Restoring a Nation’s Identity — Notre Dame Restored Following Fire
By Millie Barker
On the evening of 15 April 2019, an enduring symbol of Paris was devastated by catastrophic fires. The next morning, as the embers still smoked, French President Emmanuel Macron promised to rebuild the iconic Notre Dame Cathedral. That promise was fulfilled on Saturday 7 December 2024 with a liturgical reopening ceremony, attended by significant donators and world leaders, including US President-Elect Donald Trump and Prince William.
Chief Architect Phillipe Villeneuve, who headed the restoration programme, remained optimistic that this demandingly short timeline could be achieved. Villeneuve claimed that despite the need to rebuild the spire and roof structure, the primary damage was caused by lead pollution, after the lead roof melted, dispelling the myth that the Cathedral was close to collapse.
Undertaken by nearly 2,000 skilled workers, the Cathedral’s restoration has applied the same techniques and materials as in the thirteenth century. Furthermore, the restoration has provided invaluable insight into the methods of medieval stonecutters and carpenters. The professor leading a working group studying the cathedral, Yves Gallet, noted that the fire revealed the level of experimentation within the structure—the approximations and irregularities that compose the Cathedral regarded as the ‘epitome of perfection in Gothic architecture.’
The rebuilding has given a new understanding of the Cathedral, with the discovery of the remnants of a first century building below the Soufflot Crypt, extensive sculptural fragments, and the remains of over 100 burials. These are planned to be exhibited in a potential museum housed in the Hotel Dieu, the hospital to the immediate Northwest of the Cathedral.
The restoration hasn’t been without controversy, not least the tension between those who believed something new could be created and those who wanted it to be rebuilt exactly as it was. Whilst the latter perspective prevailed, the restoration is in fact a recreation of a modern reimagining of Medievalism. The distinctive spire and certain stained-glass windows lost to the fire were the new creation of Viollet-le-Duc’s remodelling of the Cathedral in the nineteenth century. Thus, whilst following techniques true to the thirteenth century, the restoration must be considered in terms of a modern ethic of restoration where what is now considered timeless and authentic, was originally a product of another era’s imagination.
Norte Dame encapsulates a tension between preserving the past and building the future, but this is nothing new. Since its century long construction, beginning in 1163, the Medieval Cathedral has been a site rich with controversy. It has embodied the tension between the secular and sacred throughout the Reformation and the French Revolution and can now even be tied to President Macron’s present political ambitions. At the reopening ceremony, Macron pronounced that ‘the Furnace of Notre Dame was a national scar and you [the French people] were its healing balm’—thus, encapsulating his hopes of the Cathedral as a symbol of endurance and unity.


WHAT YOU ARE ASKED TO DO: How many lines in the entries below contain the word "foreign"? Answer with the number and nothing else.

========

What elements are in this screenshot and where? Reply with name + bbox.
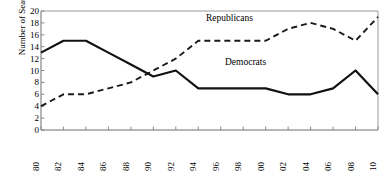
plot-frame (41, 11, 378, 130)
x-tick-label-text: 1982 (54, 162, 63, 171)
y-tick-6: 6 (35, 90, 40, 99)
x-tick-label-text: 1980 (32, 162, 41, 171)
x-tick-2008: 2008 (350, 135, 361, 171)
series-annotation-republicans: Republicans (206, 13, 253, 23)
y-tick-12: 12 (30, 54, 39, 63)
line-chart: Number of Seats 02468101214161820 Republ… (0, 0, 392, 171)
series-line-democrats (41, 41, 378, 95)
plot-area (41, 11, 378, 130)
x-tick-1992: 1992 (170, 135, 181, 171)
x-tick-label-text: 1984 (77, 162, 86, 171)
x-tick-1996: 1996 (215, 135, 226, 171)
axis-tick-marks (41, 11, 378, 130)
x-tick-label-text: 2006 (324, 162, 333, 171)
y-tick-10: 10 (30, 66, 39, 75)
x-axis-tick-labels: 1980198219841986198819901992199419961998… (41, 133, 378, 171)
x-tick-label-text: 1988 (122, 162, 131, 171)
x-tick-2000: 2000 (260, 135, 271, 171)
y-tick-0: 0 (35, 126, 40, 135)
series-line-republicans (41, 17, 378, 106)
y-tick-16: 16 (30, 30, 39, 39)
x-tick-1998: 1998 (238, 135, 249, 171)
x-tick-label-text: 2000 (257, 162, 266, 171)
x-tick-1986: 1986 (103, 135, 114, 171)
x-tick-2002: 2002 (283, 135, 294, 171)
x-tick-1988: 1988 (125, 135, 136, 171)
x-tick-label-text: 2002 (279, 162, 288, 171)
y-tick-18: 18 (30, 18, 39, 27)
x-tick-1994: 1994 (193, 135, 204, 171)
x-tick-label-text: 2010 (369, 162, 378, 171)
x-tick-1982: 1982 (58, 135, 69, 171)
x-tick-label-text: 2008 (347, 162, 356, 171)
plot-svg (41, 11, 378, 130)
y-tick-2: 2 (35, 114, 40, 123)
x-tick-1984: 1984 (80, 135, 91, 171)
x-tick-label-text: 1990 (144, 162, 153, 171)
x-tick-1990: 1990 (148, 135, 159, 171)
series-annotation-democrats: Democrats (225, 57, 266, 67)
y-axis-tick-labels: 02468101214161820 (22, 6, 39, 134)
x-tick-label-text: 1996 (212, 162, 221, 171)
x-tick-label-text: 2004 (302, 162, 311, 171)
x-tick-label-text: 1986 (99, 162, 108, 171)
x-tick-2006: 2006 (328, 135, 339, 171)
x-tick-label-text: 1998 (234, 162, 243, 171)
x-tick-1980: 1980 (36, 135, 47, 171)
x-tick-label-text: 1994 (189, 162, 198, 171)
x-tick-2010: 2010 (373, 135, 384, 171)
y-tick-20: 20 (30, 7, 39, 16)
y-tick-8: 8 (35, 78, 40, 87)
y-tick-4: 4 (35, 102, 40, 111)
x-tick-label-text: 1992 (167, 162, 176, 171)
y-tick-14: 14 (30, 42, 39, 51)
x-tick-2004: 2004 (305, 135, 316, 171)
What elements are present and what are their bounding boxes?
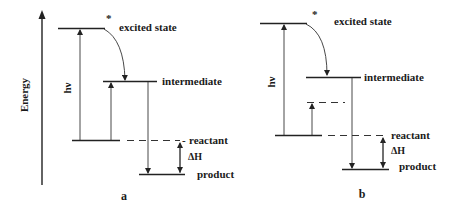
energy-axis-arrowhead-icon (39, 10, 46, 19)
panel-b-label: b (359, 187, 366, 201)
energy-axis: Energy (18, 10, 46, 185)
excited-state-label: excited state (119, 21, 177, 33)
reactant-label: reactant (391, 129, 430, 141)
panel-b: * excited state hν intermediate reactant… (260, 8, 436, 201)
panel-a: * excited state hν intermediate - reacta… (58, 12, 234, 203)
enthalpy-label: ΔH (391, 145, 405, 156)
energy-axis-label: Energy (18, 77, 30, 112)
energy-diagram: Energy * excited state hν intermediate -… (0, 0, 452, 212)
product-label: product (399, 160, 436, 172)
reactant-prefix: - (182, 134, 186, 146)
photon-label: hν (265, 76, 277, 87)
enthalpy-label: ΔH (188, 151, 202, 162)
relaxation-curve-arrow (306, 24, 327, 75)
photon-label: hν (61, 82, 73, 93)
relaxation-curve-arrow (104, 29, 125, 80)
excited-state-label: excited state (334, 15, 392, 27)
excited-marker: * (106, 12, 112, 24)
intermediate-label: intermediate (364, 71, 424, 83)
excited-marker: * (312, 8, 318, 20)
product-label: product (197, 168, 234, 180)
panel-a-label: a (121, 189, 127, 203)
intermediate-label: intermediate (162, 75, 222, 87)
reactant-label: reactant (189, 134, 228, 146)
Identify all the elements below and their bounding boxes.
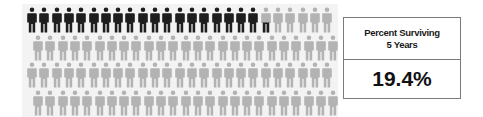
stat-label-line1: Percent Surviving (364, 27, 440, 39)
person-icon (150, 62, 160, 88)
person-icon (64, 62, 74, 88)
person-icon (285, 62, 295, 88)
person-icon (304, 35, 314, 61)
person-icon (273, 62, 283, 88)
person-icon (310, 7, 320, 33)
person-icon (95, 90, 105, 116)
person-icon (33, 35, 43, 61)
person-icon (168, 35, 178, 61)
person-icon (316, 35, 326, 61)
stat-label-line2: 5 Years (386, 39, 417, 51)
person-icon (125, 62, 135, 88)
person-icon (273, 7, 283, 33)
person-icon (64, 7, 74, 33)
person-icon (150, 7, 160, 33)
person-icon (285, 7, 295, 33)
person-icon (187, 62, 197, 88)
person-icon (39, 7, 49, 33)
person-icon (181, 35, 191, 61)
person-icon (279, 35, 289, 61)
person-icon (101, 62, 111, 88)
person-icon (298, 7, 308, 33)
person-icon (125, 7, 135, 33)
person-icon (279, 90, 289, 116)
person-icon (230, 90, 240, 116)
person-icon (218, 35, 228, 61)
person-icon (138, 62, 148, 88)
person-icon (107, 90, 117, 116)
person-icon (291, 90, 301, 116)
person-icon (267, 35, 277, 61)
person-icon (224, 7, 234, 33)
person-icon (89, 62, 99, 88)
stat-value: 19.4% (344, 60, 460, 98)
survival-stat-box: Percent Surviving 5 Years 19.4% (343, 17, 461, 99)
person-icon (45, 90, 55, 116)
person-icon (82, 35, 92, 61)
person-icon (52, 7, 62, 33)
person-icon (236, 62, 246, 88)
person-icon (162, 7, 172, 33)
person-icon (119, 35, 129, 61)
person-icon (205, 35, 215, 61)
person-icon (95, 35, 105, 61)
person-icon (181, 90, 191, 116)
person-icon (310, 62, 320, 88)
person-icon (212, 7, 222, 33)
person-icon (119, 90, 129, 116)
person-icon (267, 90, 277, 116)
person-icon (248, 62, 258, 88)
person-icon (322, 62, 332, 88)
person-icon (58, 35, 68, 61)
person-icon (199, 7, 209, 33)
person-icon (242, 35, 252, 61)
person-icon (113, 7, 123, 33)
person-icon (322, 7, 332, 33)
person-icon (101, 7, 111, 33)
person-icon (236, 7, 246, 33)
person-icon (82, 90, 92, 116)
person-icon (298, 62, 308, 88)
person-icon (33, 90, 43, 116)
person-icon (52, 62, 62, 88)
person-icon (27, 7, 37, 33)
person-icon (205, 90, 215, 116)
person-icon (58, 90, 68, 116)
person-icon (187, 7, 197, 33)
person-icon (70, 90, 80, 116)
person-icon (45, 35, 55, 61)
person-icon (144, 35, 154, 61)
person-icon (39, 62, 49, 88)
person-icon (328, 90, 338, 116)
person-icon (254, 90, 264, 116)
person-icon (156, 35, 166, 61)
person-icon (212, 62, 222, 88)
person-icon (144, 90, 154, 116)
person-icon (76, 62, 86, 88)
person-icon (261, 7, 271, 33)
person-icon (70, 35, 80, 61)
person-icon (193, 90, 203, 116)
person-icon (175, 62, 185, 88)
stat-label: Percent Surviving 5 Years (344, 18, 460, 60)
person-icon (254, 35, 264, 61)
person-icon (261, 62, 271, 88)
person-icon (162, 62, 172, 88)
person-icon (199, 62, 209, 88)
person-icon (27, 62, 37, 88)
person-icon (131, 35, 141, 61)
person-icon (107, 35, 117, 61)
pictogram-chart (22, 4, 338, 117)
person-icon (242, 90, 252, 116)
person-icon (138, 7, 148, 33)
person-icon (156, 90, 166, 116)
person-icon (76, 7, 86, 33)
person-icon (113, 62, 123, 88)
person-icon (168, 90, 178, 116)
person-icon (316, 90, 326, 116)
person-icon (304, 90, 314, 116)
person-icon (224, 62, 234, 88)
person-icon (131, 90, 141, 116)
person-icon (193, 35, 203, 61)
person-icon (218, 90, 228, 116)
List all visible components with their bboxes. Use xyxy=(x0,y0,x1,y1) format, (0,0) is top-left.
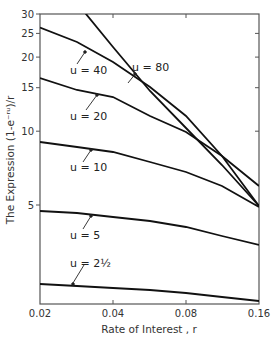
y-tick-10: 10 xyxy=(21,126,34,137)
x-tick-0.16: 0.16 xyxy=(248,308,270,319)
x-tick-labels: 0.02 0.04 0.08 0.16 xyxy=(29,308,270,319)
arrow-u20 xyxy=(86,95,97,110)
label-u80: u = 80 xyxy=(132,61,169,74)
curve-u2.5 xyxy=(40,284,259,301)
x-tick-0.08: 0.08 xyxy=(175,308,197,319)
y-tick-5: 5 xyxy=(28,200,34,211)
curves xyxy=(40,0,259,301)
y-tick-25: 25 xyxy=(21,28,34,39)
label-u2.5: u = 2½ xyxy=(70,257,111,270)
y-tick-30: 30 xyxy=(21,9,34,20)
label-u40: u = 40 xyxy=(70,64,107,77)
curve-u80 xyxy=(77,0,259,206)
y-tick-labels: 30 25 20 15 10 5 xyxy=(21,9,34,211)
curve-u10 xyxy=(40,142,259,207)
label-u10: u = 10 xyxy=(70,161,107,174)
x-axis-label: Rate of Interest , r xyxy=(101,323,197,335)
arrow-u5 xyxy=(83,216,91,229)
label-u5: u = 5 xyxy=(70,229,100,242)
x-tick-0.02: 0.02 xyxy=(29,308,51,319)
x-tick-0.04: 0.04 xyxy=(102,308,124,319)
y-tick-20: 20 xyxy=(21,52,34,63)
x-axis xyxy=(113,14,186,304)
arrow-u40 xyxy=(77,52,85,64)
y-axis-label: The Expression (1-e⁻ʳᵘ)/r xyxy=(4,95,16,225)
chart: 30 25 20 15 10 5 0.02 0.04 0.08 0.16 Rat… xyxy=(0,0,277,340)
y-tick-15: 15 xyxy=(21,82,34,93)
label-u20: u = 20 xyxy=(70,110,107,123)
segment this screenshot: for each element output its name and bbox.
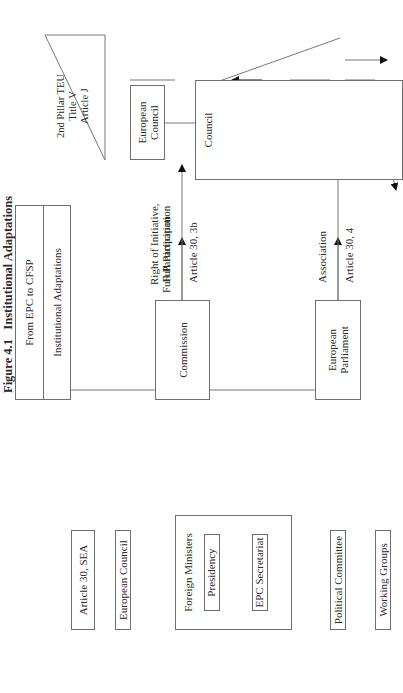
commission-box: Commission [155,300,210,400]
header-box: From EPC to CFSP Institutional Adaptatio… [15,205,71,400]
pillar-line1: 2nd Pillar TEU [55,74,67,138]
roi-line2: Full Participation [160,203,172,285]
ep-line1: European [326,329,338,371]
epc-secretariat-box: EPC Secretariat [252,534,268,611]
article-30-3b-label: Article 30, 3b [187,222,199,283]
council-label: Council [202,89,214,171]
foreign-ministers-label: Foreign Ministers [182,524,194,621]
foreign-ministers-box: Foreign Ministers Presidency EPC Secreta… [175,515,292,630]
roi-line1: Right of Initiative, [148,203,160,285]
pillar-line2: Title V [67,74,79,138]
figure-title-text: Institutional Adaptations [1,196,15,330]
left-association-label: Association [316,231,328,283]
article-30-sea-box: Article 30, SEA [71,530,95,630]
left-european-council-box: European Council [115,530,131,630]
european-parliament-box: European Parliament [315,300,361,400]
figure-number: Figure 4.1 [1,339,15,393]
council-box: Council [195,80,403,180]
working-groups-box: Working Groups [375,530,391,630]
pillar-triangle-text: 2nd Pillar TEU Title V Article J [55,74,91,138]
figure-title: Figure 4.1 Institutional Adaptations [1,196,16,393]
right-of-initiative-label: Right of Initiative, Full Participation [148,203,172,285]
header-line2: Institutional Adaptations [44,206,71,399]
fm-presidency-box: Presidency [204,534,220,611]
header-line1: From EPC to CFSP [16,206,44,399]
article-30-4-label: Article 30, 4 [343,228,355,283]
left-political-committee-box: Political Committee [330,530,346,630]
right-european-council-box: European Council [130,85,165,160]
ep-line2: Parliament [338,326,350,374]
pillar-line3: Article J [79,74,91,138]
rotated-diagram: Figure 4.1 Institutional Adaptations Fro… [0,0,403,693]
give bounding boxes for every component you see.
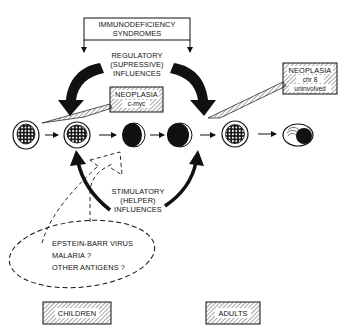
neoplasia-chr8-pointer: [208, 82, 286, 118]
cell-1: [13, 121, 39, 149]
svg-text:STIMULATORY: STIMULATORY: [112, 187, 165, 196]
stimulatory-arrow-right-icon: [165, 162, 196, 206]
antigen-other: OTHER ANTIGENS ?: [52, 263, 125, 272]
svg-text:INFLUENCES: INFLUENCES: [113, 69, 161, 78]
cell-3: [122, 123, 145, 147]
children-box: CHILDREN: [43, 302, 111, 324]
stimulatory-arrowhead-right-icon: [189, 150, 204, 166]
cell-5: [222, 121, 248, 147]
svg-text:INFLUENCES: INFLUENCES: [114, 205, 162, 214]
immunodeficiency-box: IMMUNODEFICIENCY SYNDROMES: [84, 18, 190, 52]
antigen-malaria: MALARIA ?: [52, 251, 91, 260]
stimulatory-arrowhead-left-icon: [70, 150, 86, 166]
cell-6: [283, 124, 313, 146]
immunodeficiency-label-line1: IMMUNODEFICIENCY: [98, 20, 175, 29]
svg-text:REGULATORY: REGULATORY: [111, 51, 162, 60]
svg-text:chr 8: chr 8: [303, 76, 318, 83]
neoplasia-cmyc-box: NEOPLASIA c-myc: [42, 87, 163, 123]
neoplasia-chr8-box: NEOPLASIA chr 8 uninvolved: [208, 63, 337, 118]
svg-text:ADULTS: ADULTS: [218, 309, 247, 318]
antigen-ebv: EPSTEIN-BARR VIRUS: [52, 239, 133, 248]
regulatory-arrow-right-icon: [170, 63, 216, 116]
antigen-influence-arrow: [42, 152, 122, 243]
diagram-canvas: IMMUNODEFICIENCY SYNDROMES REGULATORY (S…: [0, 0, 351, 336]
antigens-group: EPSTEIN-BARR VIRUS MALARIA ? OTHER ANTIG…: [6, 214, 158, 295]
svg-text:(SUPRESSIVE): (SUPRESSIVE): [110, 60, 163, 69]
stimulatory-label: STIMULATORY (HELPER) INFLUENCES: [112, 187, 165, 214]
cell-4: [167, 123, 192, 147]
svg-text:NEOPLASIA: NEOPLASIA: [115, 90, 158, 99]
svg-text:(HELPER): (HELPER): [120, 196, 155, 205]
cell-2: [64, 122, 90, 148]
svg-text:NEOPLASIA: NEOPLASIA: [289, 66, 332, 75]
regulatory-label: REGULATORY (SUPRESSIVE) INFLUENCES: [110, 51, 163, 78]
immunodeficiency-label-line2: SYNDROMES: [113, 29, 162, 38]
svg-text:CHILDREN: CHILDREN: [58, 309, 97, 318]
svg-text:uninvolved: uninvolved: [294, 85, 326, 92]
adults-box: ADULTS: [206, 302, 260, 324]
svg-text:c-myc: c-myc: [128, 100, 146, 108]
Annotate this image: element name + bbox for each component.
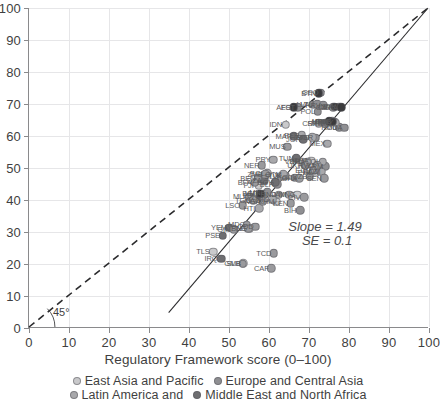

========

RESULT OF THIS EXERCISE: 2